Canada is among the highest spenders in the world when it comes to health care, spending more than $200 billion in 2012 – and yet, the state of health care in this country does not reflect this high spending. We are closer to the bottom compared to higher-income countries when it comes to quality of care.

The HCC report also found that despite Canada’s high spending on physician salaries, it has the lowest number of physicians per capita. There is clearly a void in our primary care system that has not been effectively filled by
physicians today and is contributing to the unsatisfactory performance of our overall health-care system.

Up to 80 per cent of the Canadian population are affected by some form of musculoskeletal condition.
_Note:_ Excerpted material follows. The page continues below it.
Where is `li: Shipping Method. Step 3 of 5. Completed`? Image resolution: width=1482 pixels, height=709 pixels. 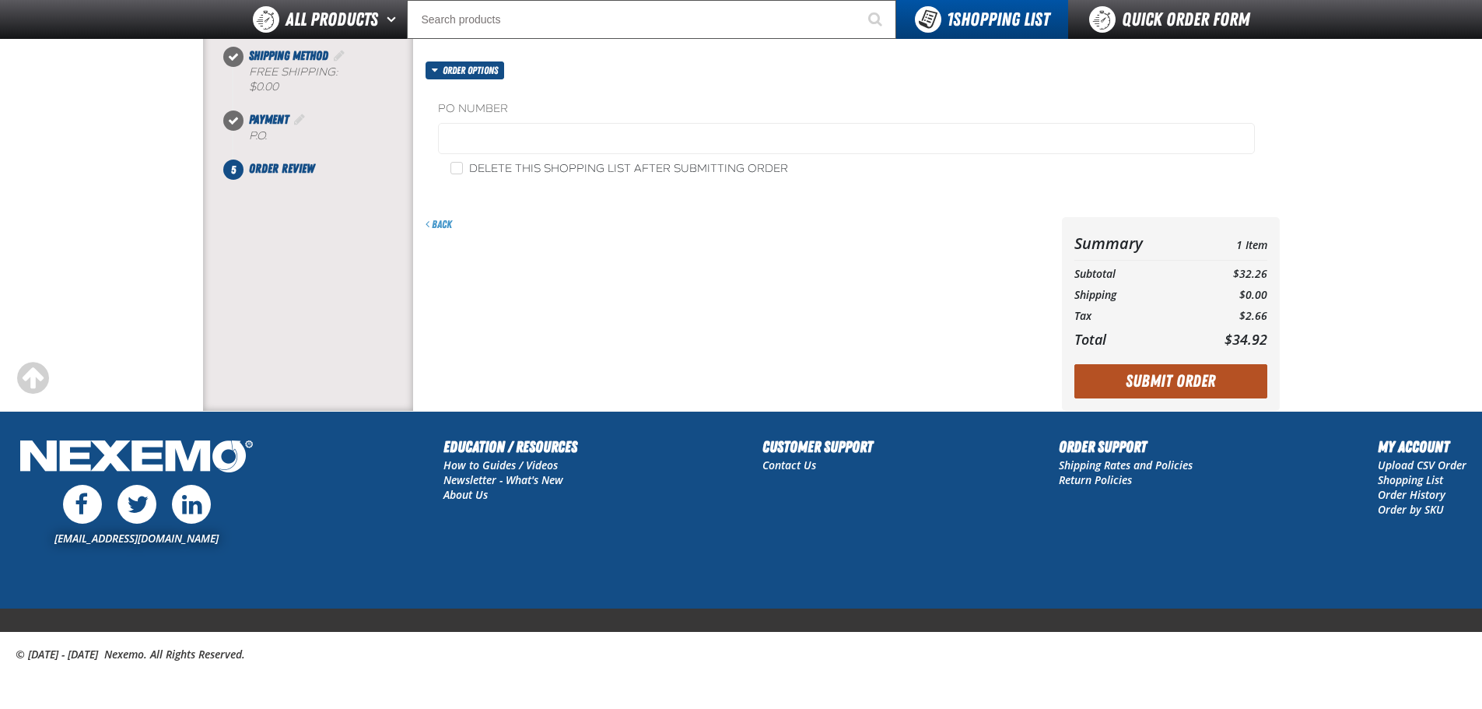
li: Shipping Method. Step 3 of 5. Completed is located at coordinates (323, 79).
Imagine the burden it would take off our health-care system, if patients could go directly to a health-care provider who can actually help relieve their condition instead of being passed around from specialist to specialist, waiting months to get an appointment or a diagnostic procedure, only to be disappointed in the end.

As Dr. Jay Robinson, president of the British Columbia Chiropractic Association, puts it, “The analysis shows that when patients (with musculoskeletal conditions) are seen by a chiropractor the number of unnecessary referrals to specialists is reduced dramatically. Chiropractic treatment is saving our government health-care system a great deal of time and money.”

The chiropractic associations and colleges across Canada have done a great job in raising the profile of the profession within the health-care community and among the general public. But the work must continue.

As long as chiropractic treatment remains outside the realm of the provincial social health-care system, public access to much-needed neuromusculoskeletal expertise is limited to those with extended health-care benefits from their employers and a few who have the extra cash to pay for chiropractic treatment.

The HCC report is calling for pan-Canadian collaboration among health-care stakeholders across Canada to develop meaningful strategies to turn the health-care system around. Perhaps, this is a foot in the door for chiropractic to be heard in this important dialogue.

The chiropractic community definitely has the expertise and the evidence to back up its claim for recognition. Now it needs to just get in there and play with the big kids.